Y Series - The Art of Loving
So. For reasons I’m not entirely clear on in my own head, I recently picked up Erich Fromm’s The Art of Loving. The cover said it was the first of the ‘relationship’ books - the progenitor of the self-help foundation on which American capitalism thrives. I mean, it didn’t use those words, but that seemed to be the general impression.
The Art of Loving was written in the 1950’s by a psychoanalyst from Germany who immigrated to the United States during the Second World War. He had a series of unsuccessful romantic relationships with work colleagues and ‘sensual’ women, dabbled in Buddhism, and eventually wound up a reasonably successful lecturer living the dream in Mexico.
I say this because reading The Art of Loving seems to be mostly a lesson in context. There’s a lot of Freud in there. A lot of bullshit happening about male and female poles and pages of anti-homosexual, male-centered gratuitous parental bashing that does feel very 1950-ish. Pretty classic reinforced gender roles, very serious psychoanalyst language babble and a strong undercurrent of egoism and arrogant assertions that don’t really make sense when you read about his life of being a wandering serial monogamist. As in, how is his book the foundation of the modern relationship theory when he doesn’t seem to be able to keep relationships or provide examples of any stable relationship that is not romantic/sexual in nature? But this is the prophet of human love? Or at least, the first ‘legitimate scientist’ to talk about love as if it were real.
Poppycock.
He might be the first ‘legitimate’ voice advocating for love in Western society, but his ideas are just a hodgepodge of vague religious sentiments mixed in with a good dose of classic Christian/Jewish orthodox family roles with a vague nod to Taoist/Buddhist principles of bodhicitta and universal oneness. He’s Alan Watts without the charisma or thoughtfulness, which surprised me since the reviews all tout his work as being sort of penultimate.
So, besides calling homosexuals deficient and focusing every single example (except one) on men with domineering mothers and literally excluding every element of the female experience except motherhood, there was one concept that was interesting to me. The idea that even in 1950, there was a strengthening movement tied to capitalist ideals that essentially made romantic love a commodity that was stripping it of its value and hollowing out the souls of the capitalist citizens. His core premise is essentially that love is the only thing worth living for, however, modern society has scraped out any real love elements from our lives and has reduced us to mindless consumers and ‘exchangers’ that do not allow human love to factor into any decisions because it’s not profitable. Not real love anyway. The idea of exchanging lovers for prettier, wealthier, or younger objects, yes. Real selfless love or brotherly love (same as bodhicitta - here, he splits it into spiritual love and brotherly love, but I think the Buddhist tenant he took this from essentially sees those two as one and the same) is unnecessary because it makes for content, resilient, generous individuals. Those are people who don’t need to ‘trade up’ or buy anything or do anything. They are self-contained. Unprofitable. Sex and love as a commodity only works when the citizens can ‘shop’ and are constantly needing to be loved. It’s no good to love. Being loved sells and convincing people that they are helpless infants, emotionally speaking, that need unconditional, ego-stroking, constant affirmational love (regardless of how bizarre it is) makes us discontent, unloved, and ready to buy things to make us prettier, wealthier, whatever.

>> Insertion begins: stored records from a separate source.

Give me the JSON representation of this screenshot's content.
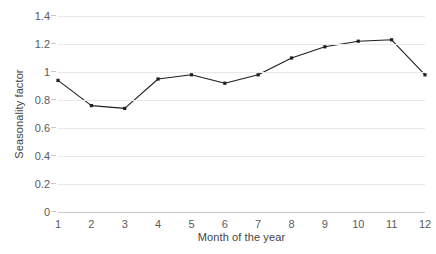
{
  "chart_data": {
    "type": "line",
    "title": "",
    "xlabel": "Month of the year",
    "ylabel": "Seasonality factor",
    "categories": [
      "1",
      "2",
      "3",
      "4",
      "5",
      "6",
      "7",
      "8",
      "9",
      "10",
      "11",
      "12"
    ],
    "x": [
      1,
      2,
      3,
      4,
      5,
      6,
      7,
      8,
      9,
      10,
      11,
      12
    ],
    "values": [
      0.94,
      0.76,
      0.74,
      0.95,
      0.98,
      0.92,
      0.98,
      1.1,
      1.18,
      1.22,
      1.23,
      0.98
    ],
    "series": [
      {
        "name": "Seasonality factor",
        "values": [
          0.94,
          0.76,
          0.74,
          0.95,
          0.98,
          0.92,
          0.98,
          1.1,
          1.18,
          1.22,
          1.23,
          0.98
        ]
      }
    ],
    "ylim": [
      0,
      1.4
    ],
    "xlim": [
      1,
      12
    ],
    "yticks": [
      0,
      0.2,
      0.4,
      0.6,
      0.8,
      1,
      1.2,
      1.4
    ],
    "ytick_labels": [
      "0",
      "0.2",
      "0.4",
      "0.6",
      "0.8",
      "1",
      "1.2",
      "1.4"
    ],
    "xtick_labels": [
      "1",
      "2",
      "3",
      "4",
      "5",
      "6",
      "7",
      "8",
      "9",
      "10",
      "11",
      "12"
    ],
    "grid": true,
    "grid_axis": "y",
    "legend": false,
    "legend_position": "none",
    "marker": "square",
    "line_color": "#1f1f1f",
    "marker_color": "#1f1f1f",
    "grid_color": "#e9e9e9",
    "axis_color": "#c9c9c9",
    "text_color": "#5a5a5a",
    "background": "#ffffff"
  }
}
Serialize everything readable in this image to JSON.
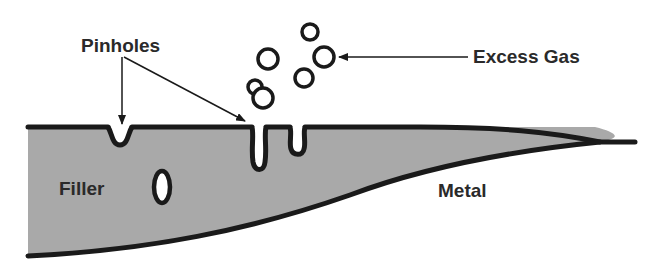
{
  "diagram": {
    "labels": {
      "pinholes": "Pinholes",
      "excess_gas": "Excess Gas",
      "filler": "Filler",
      "metal": "Metal"
    },
    "colors": {
      "filler_fill": "#a9a9a9",
      "outline": "#1a1a1a",
      "background": "#ffffff",
      "text": "#2a2a2a"
    }
  }
}
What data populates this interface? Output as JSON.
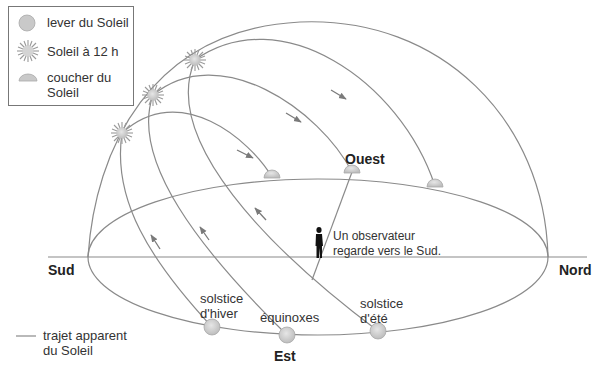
{
  "legend": {
    "items": [
      {
        "icon": "sunrise-icon",
        "label": "lever du Soleil"
      },
      {
        "icon": "noon-sun-icon",
        "label": "Soleil à 12 h"
      },
      {
        "icon": "sunset-icon",
        "label": "coucher du Soleil",
        "line1": "coucher du",
        "line2": "Soleil"
      }
    ],
    "path_legend": {
      "line1": "trajet apparent",
      "line2": "du Soleil"
    }
  },
  "directions": {
    "south": "Sud",
    "north": "Nord",
    "east": "Est",
    "west": "Ouest"
  },
  "observer": {
    "line1": "Un observateur",
    "line2": "regarde vers le Sud."
  },
  "paths": [
    {
      "name": "solstice d'hiver",
      "line1": "solstice",
      "line2": "d'hiver"
    },
    {
      "name": "équinoxes",
      "line1": "équinoxes"
    },
    {
      "name": "solstice d'été",
      "line1": "solstice",
      "line2": "d'été"
    }
  ],
  "colors": {
    "line": "#8a8a8a",
    "sun_fill": "#cfcfcf",
    "sun_stroke": "#a8a8a8",
    "arrow": "#7a7a7a",
    "text": "#333333"
  }
}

That was interesting. Not earth-shattering, but interesting. Also had some interesting thoughts about narcissistic mothers and demanding fathers that resonated a little close to home.
But the take-away at the end was faith. That a faith in humanity, a love of all creatures and especially of all humans could only be possible through love of the self. That faith in oneself and faith in the lovability of all humans was the defining path to meaning and the defining path to real love, though he didn’t really explain how. It was in the ‘practical’ portion of the book and I have to admit, I skipped a little bit as he basically wrote in circles about what spiritualism and faith meant. I didn’t think he articulated this portion very well, but all the critics seemed to really like it.
Anyway. An interesting, fast read. I do feel like it was just a rehash of Buddhist principles with some psychobabble tossed in for ratings and it was heavily slanted toward an extremely patriarchal, normative culture that made me feel pretty defective and uncomfortable, but I’m glad I read it. I’ll turn the comments on in case anyone else reads it and has thoughts.